Day 2

Doing init

Using a freshly init repo, we are going to do a bunch of small edits to watch how Git conveys information back to the local repo owner.

Create a new repo in a new empty directory -> git init Create some artifact for git:

  1. touch README.md
  2. git add README.md && git commit -m "Add empty document"
  3. echo "no longer an empty document" > README.md
  4. git commit -am "Second commit" # (szf) Add and commit message on one-line

Here’s where I diverged from the lesson plan and treated my README file like it was a bash script.

Making small edits and several commits, I was able to see the circumstance I created:

The dev cycle: Working area, Staging area , Commit history
The dev cycle: Working area, Staging area , Commit history

From right to left, I have:

  1. The two commits of my README.md file that has only a single dummy message in the file.
  2. I started following the buildtools.sh path in Chapter 4. Editing the file to show my intent.
  3. I have made more edits to the file creating the basis for it to behave as a script.
`git diff` or `git diff —staged` can show the facets of the add/commit cycle
git diff or git diff —staged can show the facets of the add/commit cycle

Commands of Note

git diff
git diff --staged
git add --dry-run .
git log
git log --stat
git log --shortstat --oneline

Expressing my Skillselves

Terminal instructions at .git/rebase-merge/git-rebase-todo
Terminal instructions at .git/rebase-merge/git-rebase-todo
After doing multiple commits, it would seem that doing something unconventional like adding the execute bit to a text file and adding script code should support and inform the commit history.

☝️Using git rebase -i HEAD~N (where N is positional number), I was able to tag the errant line with the reword command and change the message in an interactive session. Nice!

Lab

Q. What is another way to call git diff —staged?
A: git diff —cached and git diff HEAD README.md produce the same output

Q. What is the short form of git add . —dry-run?
A: git add . -n

Q. How do you display line numbers to your file via the cat command?
A: cat -b

Q. The —oneline switch that you passed to git log is shorthand for a longer git log command. What is it?
A: git log —pretty=oneline shows full SHA1 hash

Q. The -a switch to git commit (to automatically pass files to git add) has a longer alternative switch that is surprisingly not —add. What is it?
A1: Could be —all?
A2: You can interactively have git ask what you want to do with a code hunk via git add . -p for patch mode.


● **Task statement**:
Restate the data below word for word, omitting pictures.

● **Extracted records**:
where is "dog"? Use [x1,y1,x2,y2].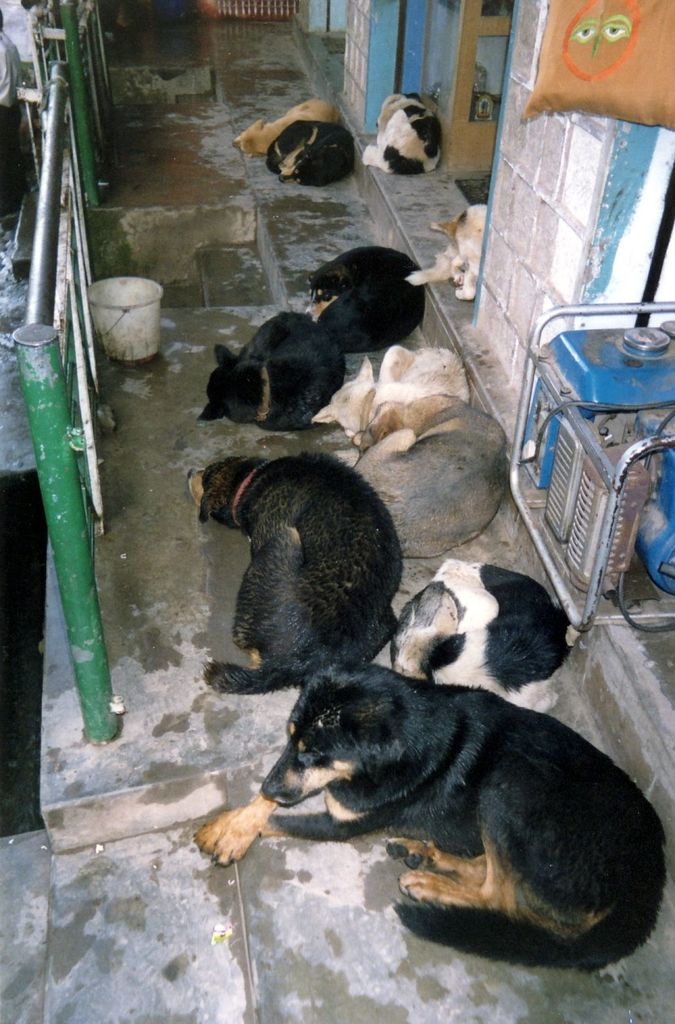
[398,196,484,303].
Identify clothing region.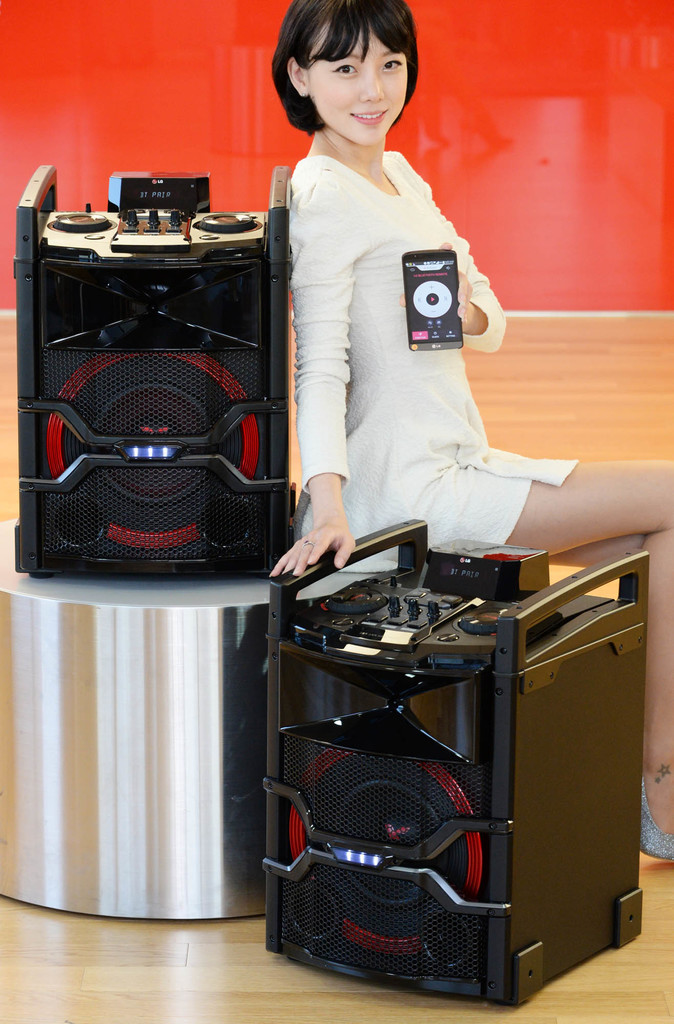
Region: 243,132,535,566.
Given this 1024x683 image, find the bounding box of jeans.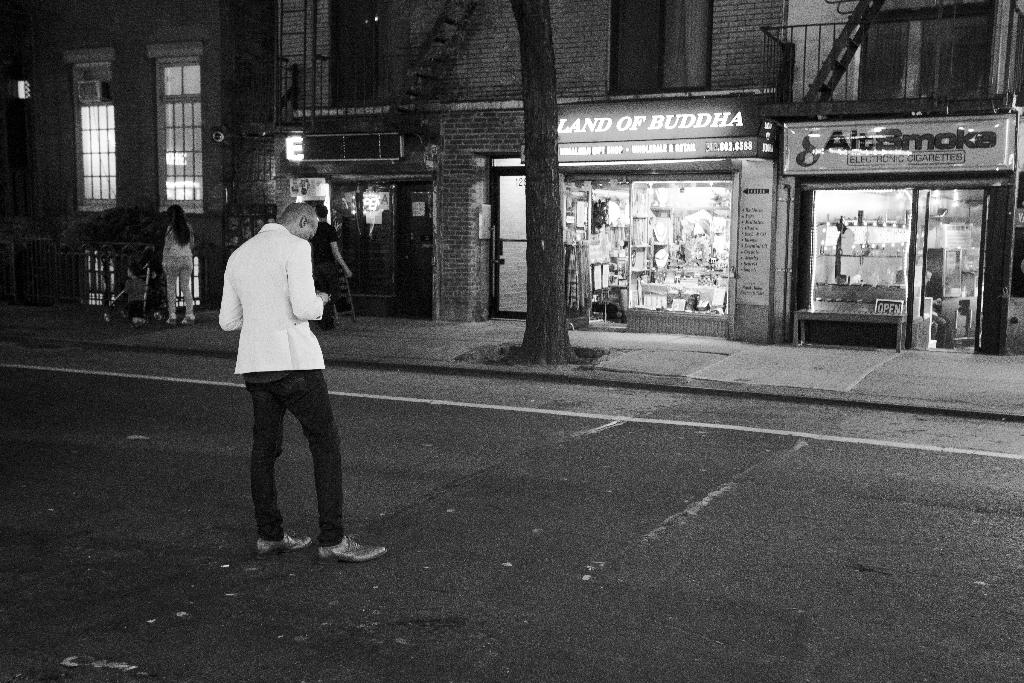
locate(232, 393, 336, 542).
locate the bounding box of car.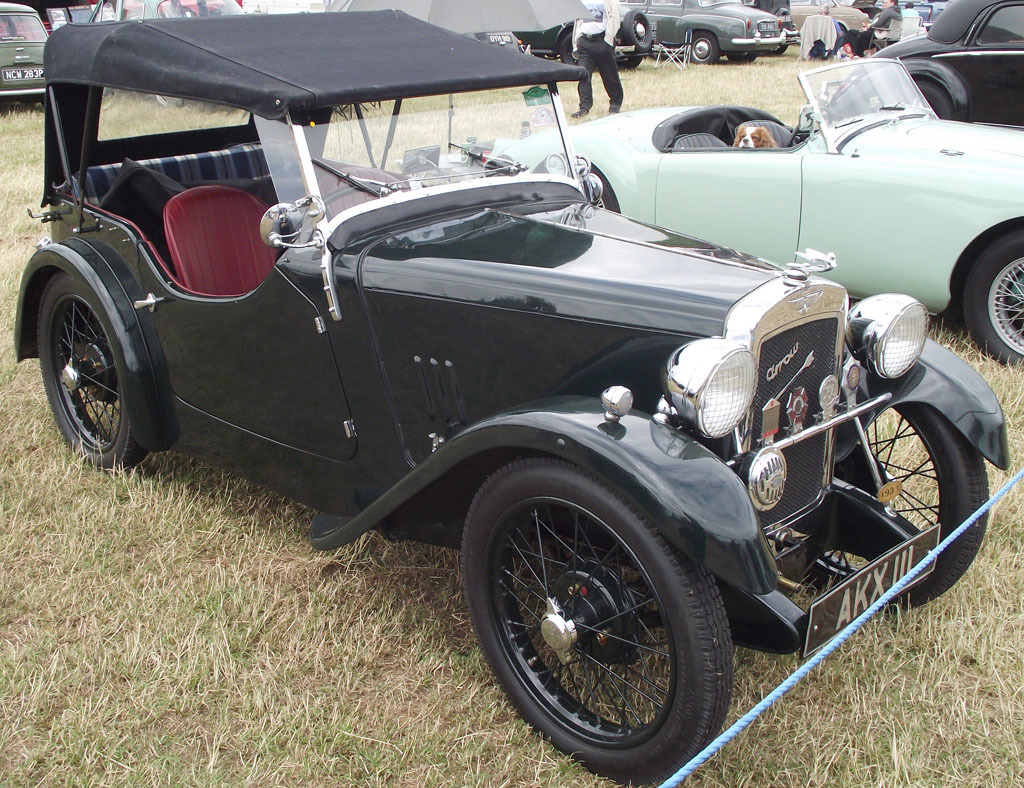
Bounding box: (left=496, top=61, right=1023, bottom=371).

● **Response area**:
where is "dog"? Use [x1,y1,x2,y2].
[398,196,484,303].
Identify clothing region.
Region: 243,132,535,566.
Given this 1024x683 image, find the bounding box of jeans.
locate(232, 393, 336, 542).
locate the bounding box of car.
Bounding box: (left=496, top=61, right=1023, bottom=371).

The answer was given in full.